The pulp fiction pioneer who swung Tarzan into the global imagination and launched a century of planetary romance with John Carter.
Edgar Rice Burroughs was a failure at nearly everything until, at age 35, he decided to try writing. Working in a dismal office job, he began reading pulp magazines and famously thought, 'I could write stories just as rotten.' The result was 'A Princess of Mars,' serialized in 1912 under a pseudonym, which introduced the world to John Carter, a Confederate veteran mysteriously transported to a dying, warlike Mars. Its success was immediate. Two years later, he created an even more enduring icon: Tarzan of the Apes. Burroughs didn't invent adventure, but he perfected a specific, potent formula—swift pacing, clear heroes and villains, and exotic, vividly imagined settings. He was a relentless businessman, founding his own publishing company and fiercely protecting his characters. Tarzan became a multimedia sensation decades before the term was coined, spawning countless films, comics, and radio shows. While critics dismissed his work, millions of readers devoured it. His tales of a feral lord in the jungle and a swordsman on Mars offered pure, undiluted escapism during turbulent times, laying foundational stones for the entire science fiction and fantasy genres and proving the immense power of a well-told adventure story.
1860–1882
Born during or after the Civil War, they built industrial America — the railroads, the steel mills, the first skyscrapers. An era of massive wealth, massive inequality, and the belief that the future belonged to whoever could build it fastest.

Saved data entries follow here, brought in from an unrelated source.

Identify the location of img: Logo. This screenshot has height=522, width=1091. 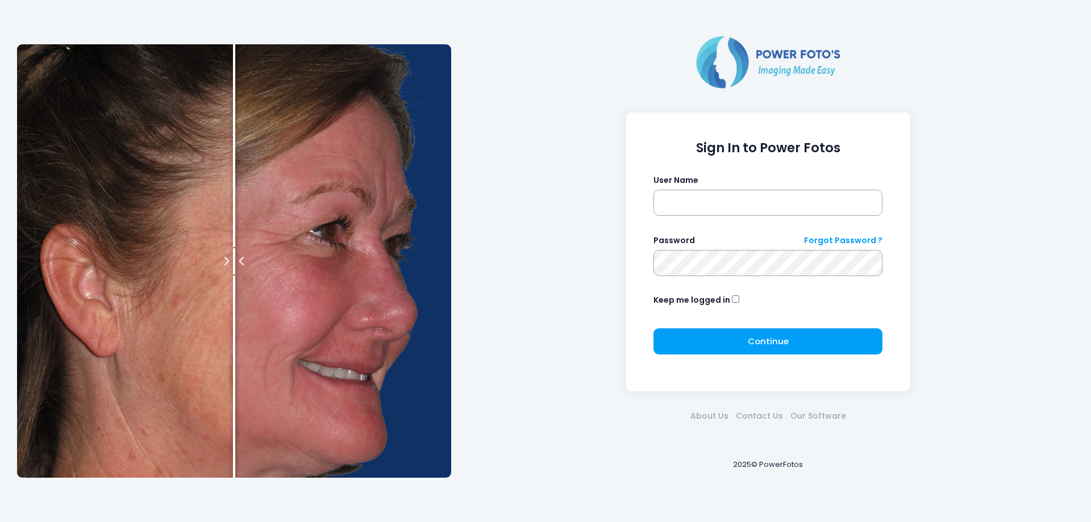
(769, 62).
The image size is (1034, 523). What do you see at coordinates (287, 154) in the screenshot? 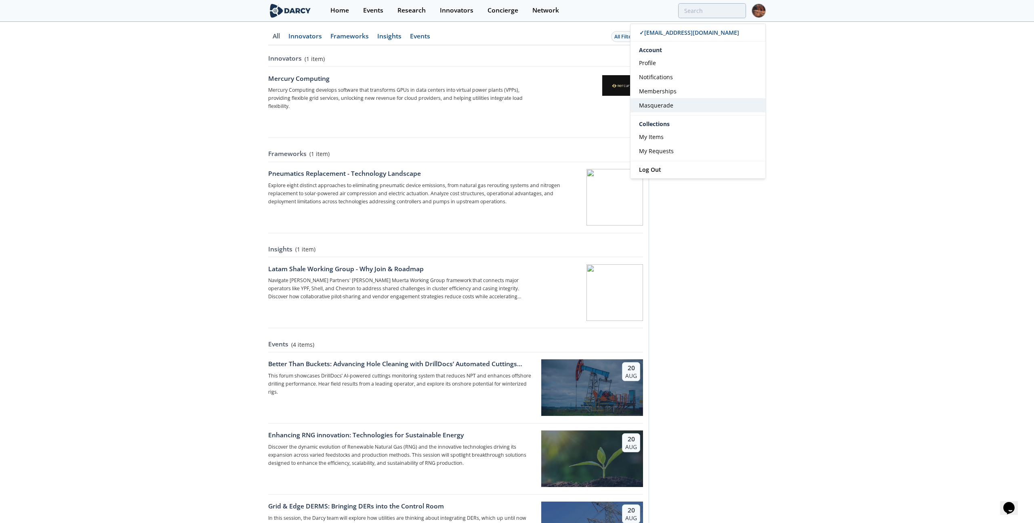
I see `h3: Frameworks` at bounding box center [287, 154].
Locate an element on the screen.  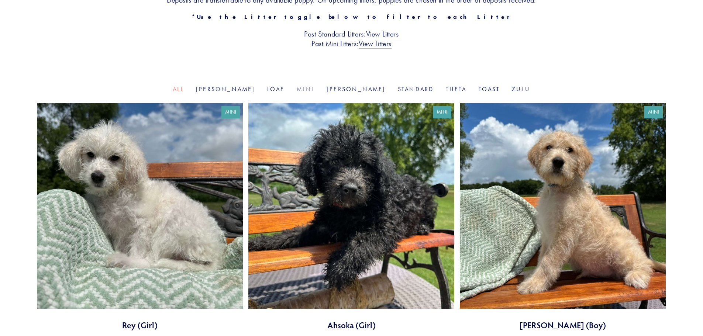
a: Toast is located at coordinates (489, 89).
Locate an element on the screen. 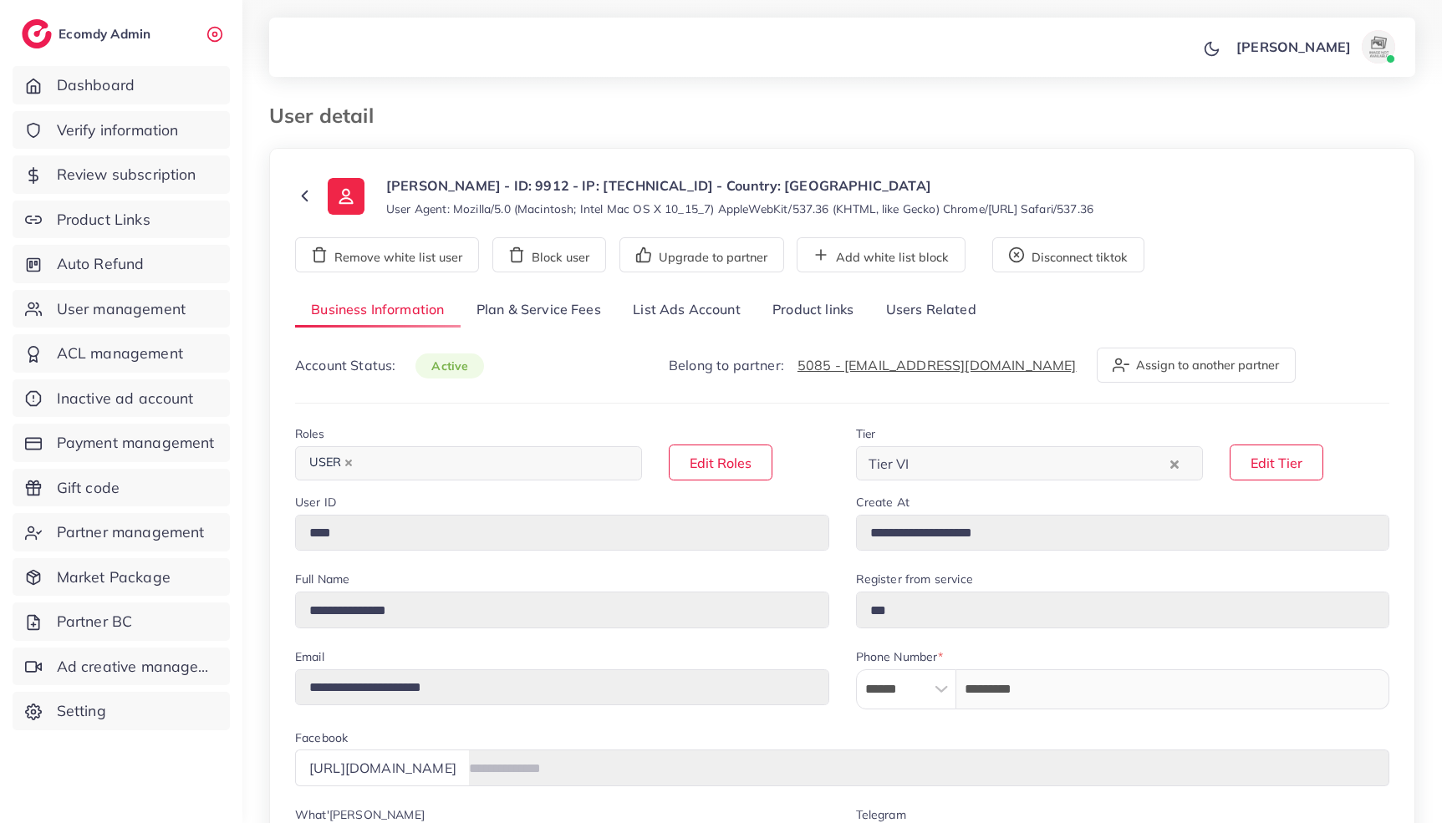  h3: User detail is located at coordinates (328, 115).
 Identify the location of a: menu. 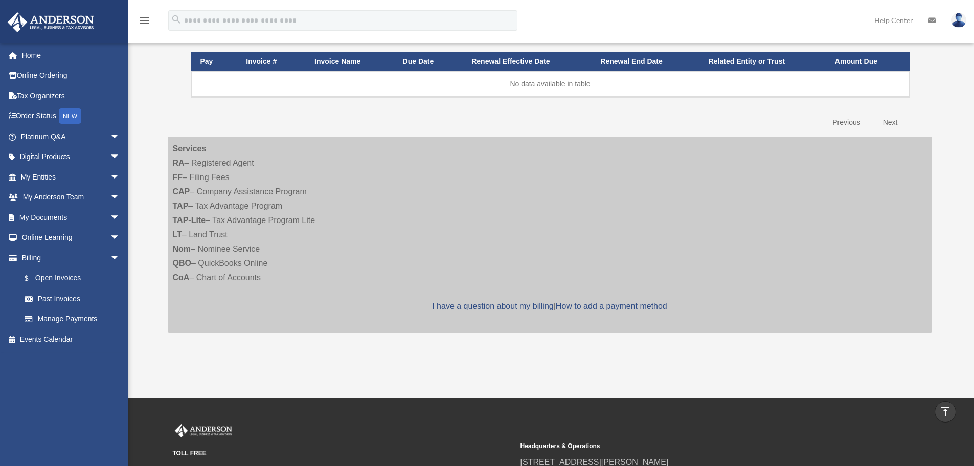
(144, 22).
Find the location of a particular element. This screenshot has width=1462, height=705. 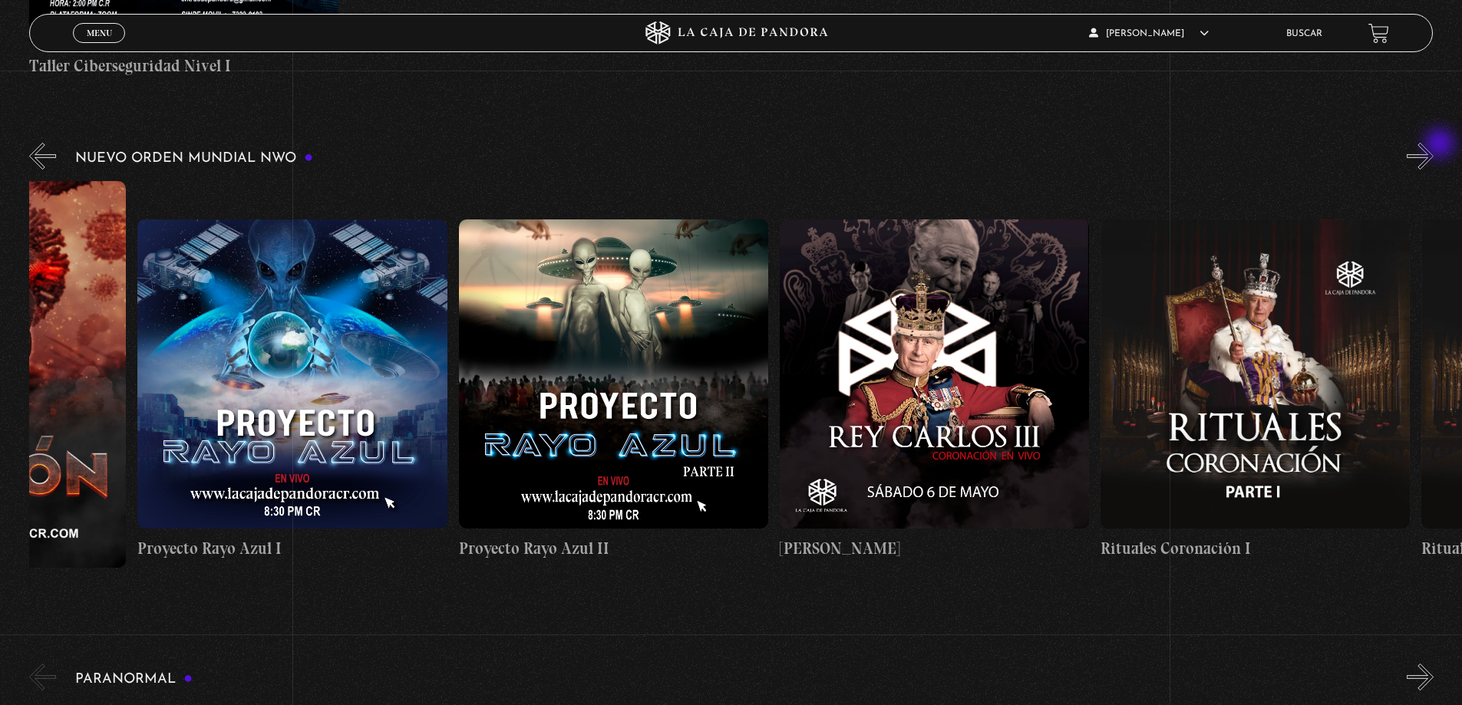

Edgar was born in 1875, placing them squarely in The Gilded Age. The events that shaped this generation — world wars, depression, and rapid industrialization — shaped the world they entered and the choices available to them.
The biggest hits of 1875
The world at every milestone
Edison patents the incandescent light bulb
World's Columbian Exposition dazzles Chicago
First modern Olympic Games held in Athens
Einstein publishes the theory of special relativity
The Lusitania is sunk by a German U-boat
The Scopes Trial debates evolution in schools
Social Security Act signed into law
WWII ends; atomic bombs dropped on Hiroshima and Nagasaki
Korean War begins
He served as a cavalry officer in the U.S. Army but never saw combat.
Before writing, he worked as a cowboy, gold miner, railroad policeman, and door-to-door salesman.
He was a correspondent during World War II and was one of the oldest war correspondents on site during the Pearl Harbor attack.
The first Tarzan film was made in 1918, just six years after the character's literary debut.
“I write to escape, to escape poverty.”